Hulu’s critically-acclaimed television series “The Handmaid’s Tale” may have more political and persuasive arguments than you think.
Story by Taylor Newman
Just a few weeks ago, the original series “The Handmaid’s Tale” left the Emmys with eight wins, including Outstanding Lead Actress in a Drama Series for Elisabeth Moss and Outstanding Drama Series. It was lauded as one of the most impactful shows of the year by several celebrities on the red carpet and, to some, seems oddly relevant to our current political climate.
The show is based on the highly successful 1985 novel by Margaret Atwood under the same name and it is a work of what the author herself calls “speculative fiction.” This means Atwood used historical precedent when writing her novel, which led a lot of viewers to draw parallels from the show to our reality. ORANGE Magazine interviewed two professors at the University of Texas at Austin to give an academic approach to the show and highlight the issues discussed in it.
For starters, what is a dystopia? Gretchen Murphy, an English professor who teaches a course titled, “Utopia and Dystopia in American Literature,” says that dystopias have specific criteria. As a general rule, they have to be set in a future society that is “considerably worse” than our own. This is what makes a dystopia separate from a utopia, which is a future society that is reasonably better than our own.
A dystopia must also be based on things that have already happened, similar to Atwood’s speculative fiction, where the events in the show or book are made more real because they are based on things that are happening in society either now or in the recent past. Finally, and most critically, dystopias have to have a “rhetorical, persuasive purpose.” Usually, this means that the author is trying to make their readers fear this version of the future by getting them to think, “Yeah, I would never want to live there. How do we stop that from happening?”
So, what societal trends are portrayed in the show? Murphy explains why people have noticed political parallels by stating that Atwood was recognizing that state governments were passing laws to limit female reproductive choice and then writing a futuristic book to make her readers fearful of those decisions.
Although the book was written in 1985, over 30 years ago, the issues with Planned Parenthood and women’s rights to their own bodies have been in question for much of that time. Government at all levels has placed restrictions on abortion, and, more recently, has made vocal its intention to shut the service down. The themes of lack of consent and of choices in society are central to “The Handmaid’s Tale,” and viewers of the show empathize with the women in the show even if our reality differs from theirs.
Professor Curran Nault of the radio-television-film department says that the show “validates what women are already experiencing and I think you can sort of relate to [it], even though it is this sort of fictional, science fiction, future story. I think that there’s actually a way to empathize and relate to it in a way that those realities are denied in other texts or denied elsewhere.”

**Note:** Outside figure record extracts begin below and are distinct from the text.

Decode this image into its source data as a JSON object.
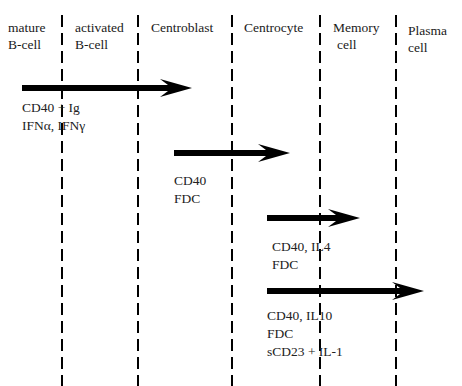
{
  "stages": [
    {
      "line1": "mature",
      "line2": "B-cell"
    },
    {
      "line1": "activated",
      "line2": "B-cell"
    },
    {
      "line1": "Centroblast",
      "line2": ""
    },
    {
      "line1": "Centrocyte",
      "line2": ""
    },
    {
      "line1": "Memory",
      "line2": "cell"
    },
    {
      "line1": "Plasma",
      "line2": "cell"
    }
  ],
  "boundaries_x": [
    62,
    138,
    232,
    320,
    396
  ],
  "arrows": [
    {
      "x1": 22,
      "x2": 192,
      "y": 88,
      "labels": [
        "CD40 + Ig",
        "IFNα, IFNγ"
      ]
    },
    {
      "x1": 174,
      "x2": 290,
      "y": 153,
      "labels": [
        "CD40",
        "FDC"
      ]
    },
    {
      "x1": 267,
      "x2": 360,
      "y": 218,
      "labels": [
        "CD40, IL4",
        "FDC"
      ]
    },
    {
      "x1": 267,
      "x2": 424,
      "y": 291,
      "labels": [
        "CD40, IL10",
        "FDC",
        "sCD23 + IL-1"
      ]
    }
  ],
  "colors": {
    "ink": "#000000",
    "text": "#222222",
    "background": "#ffffff"
  }
}
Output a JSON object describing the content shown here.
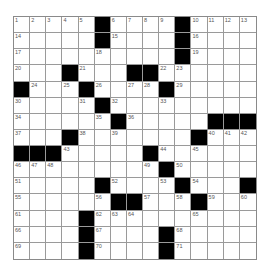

Although she recognizes this argument, Murphy urges viewers to also recognize the emotional argument used here. She argues that a lot of dystopias rely on “fear rhetoric,” or using fear as an emotional argument to get people to think a certain way.
Both the show itself and its viewers use fear rhetoric, Murphy says, when making an argument about the future. “If we defund Planned Parenthood, we are taking one step down the road to Gilead, to Atwood’s future,” Murphy says. “That’s the way that that fear rhetoric works.” Atwood wants you to be afraid of your reproductive rights being infringed upon, certainly, but Murphy says that it may be risky to compare the show to our current political climate so directly.
As Nault puts it, dystopias are like viewing “a distorted lens of our current reality,” which means that Atwood wrote this story as a sort of cautionary tale. While it may be easy to see the show as an allegory to current events, the wise viewer will recognize that they are being told only one version of the future, and not necessarily the most plausible one.
Are we headed towards Gilead these days or are we off to another dystopian version of reality? Only time will tell.